*** Data for processing
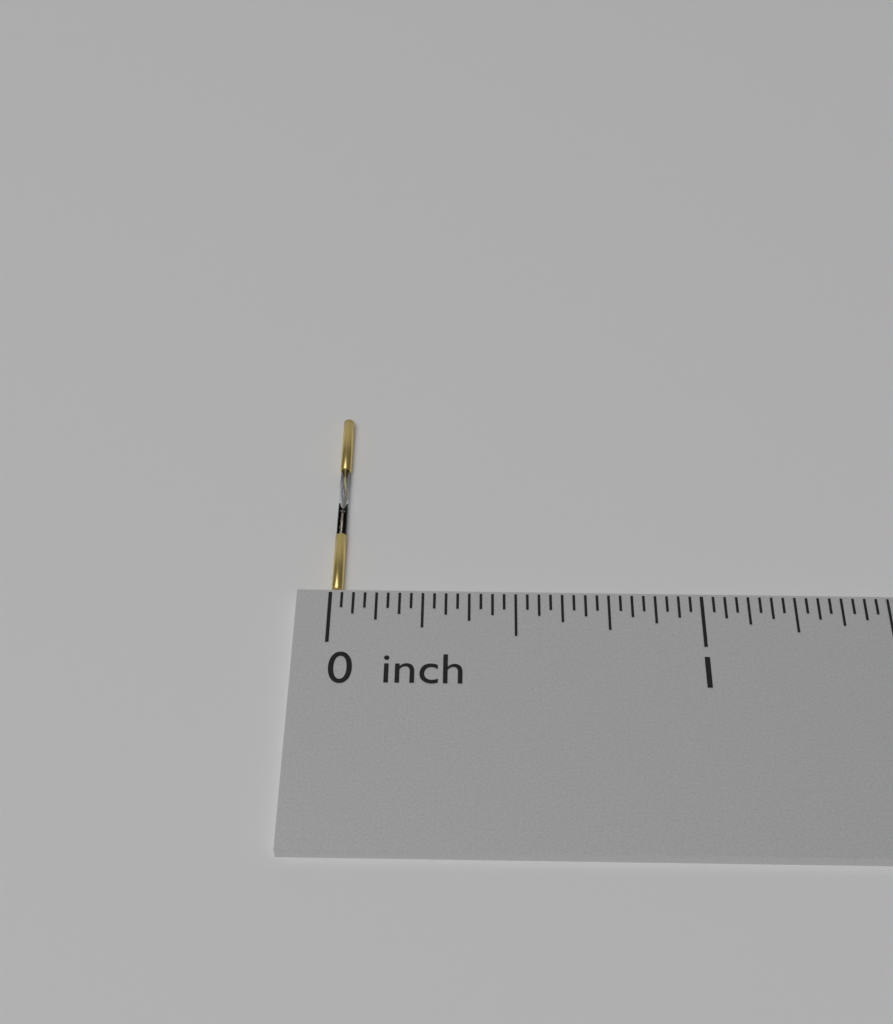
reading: 0.03125 inch
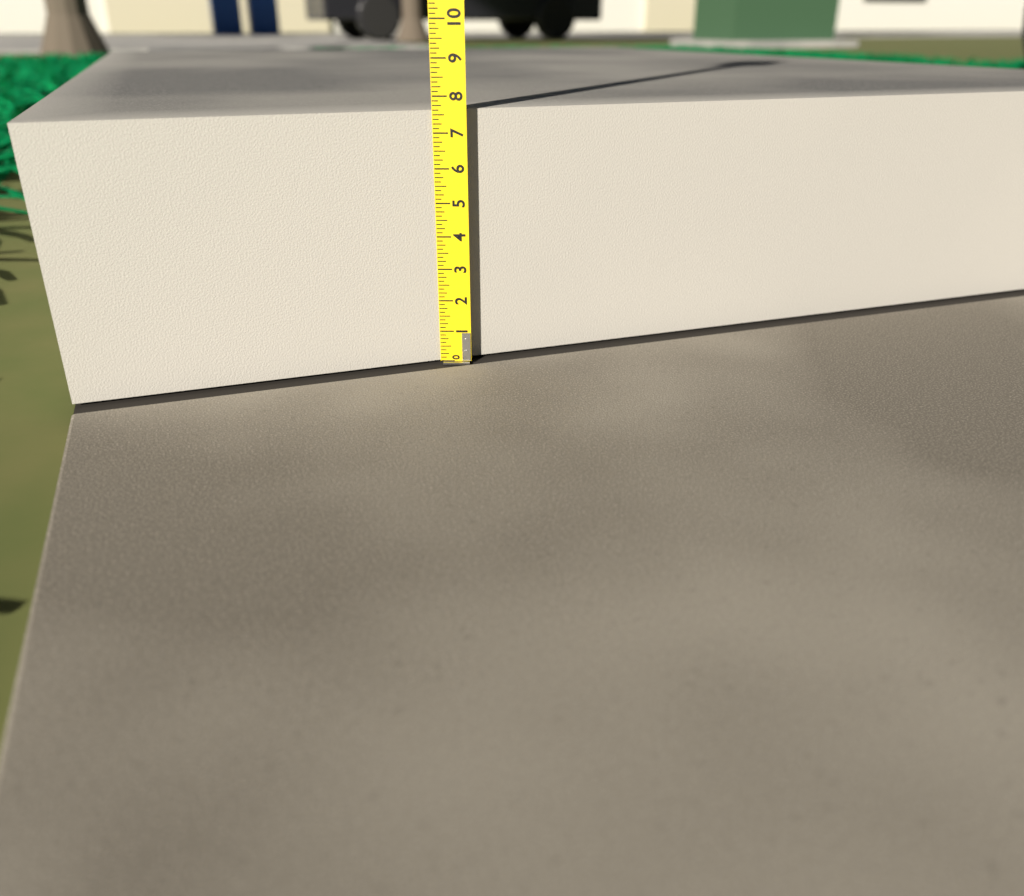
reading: 7.625 (no unit)
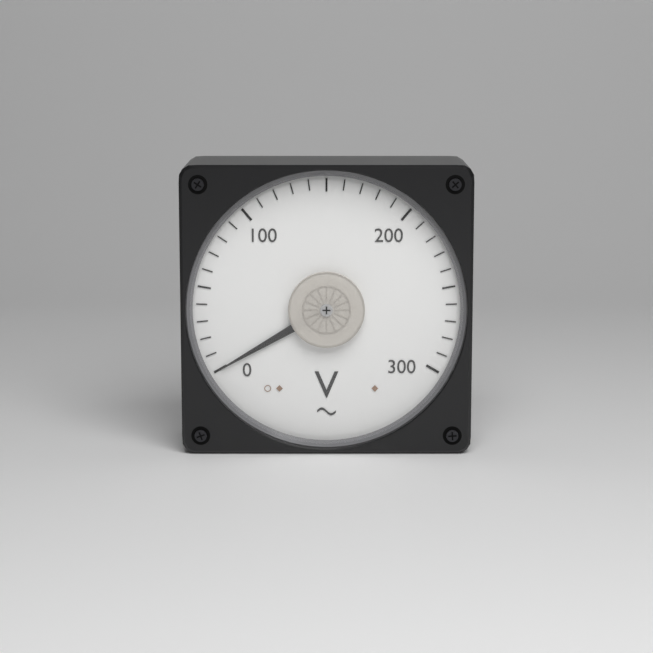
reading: 0 V
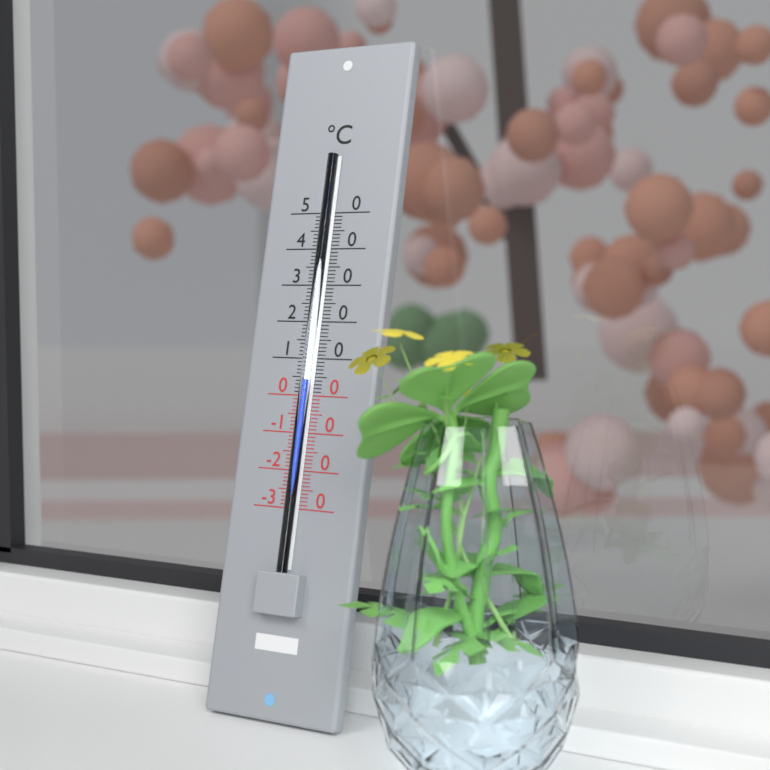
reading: 4 °C
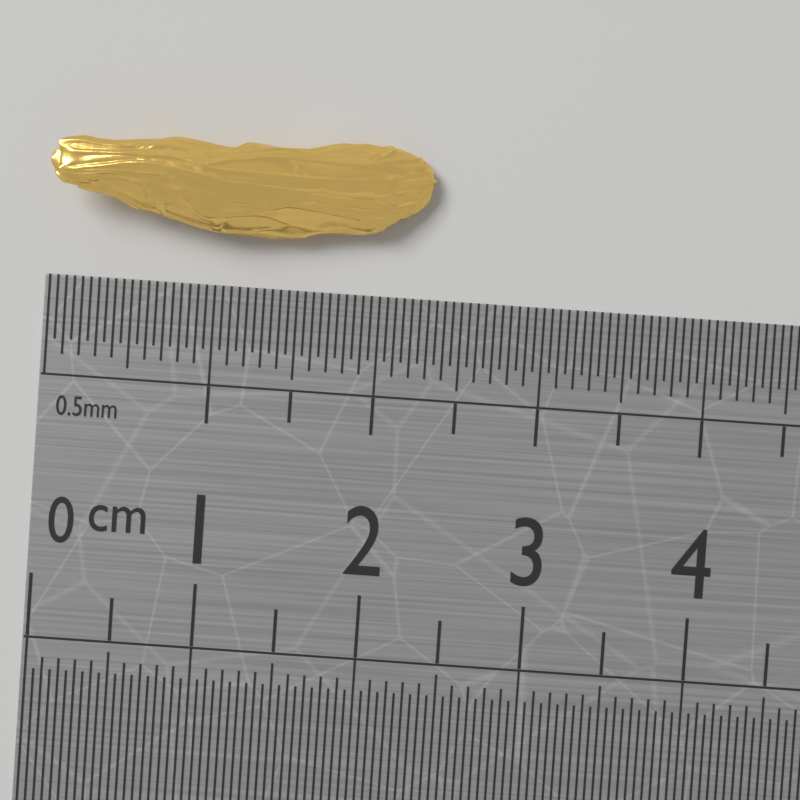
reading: 2.30 cm
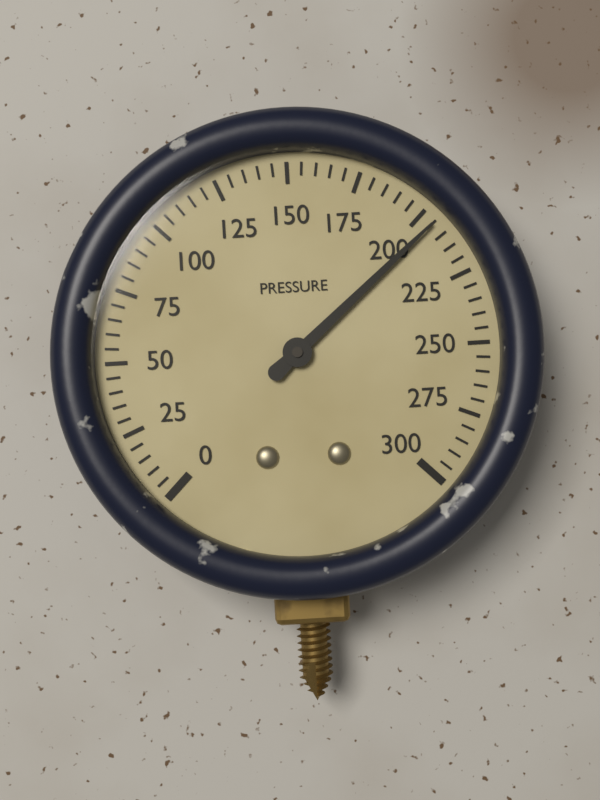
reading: 205 (no unit)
******
* Work request: Wherever the listing shows a picture, omit it and output the rest exactly as given.

* Result of this task:
reading: 0.03125 inch
reading: 7.625 (no unit)
reading: 0 V
reading: 4 °C
reading: 2.30 cm
reading: 205 (no unit)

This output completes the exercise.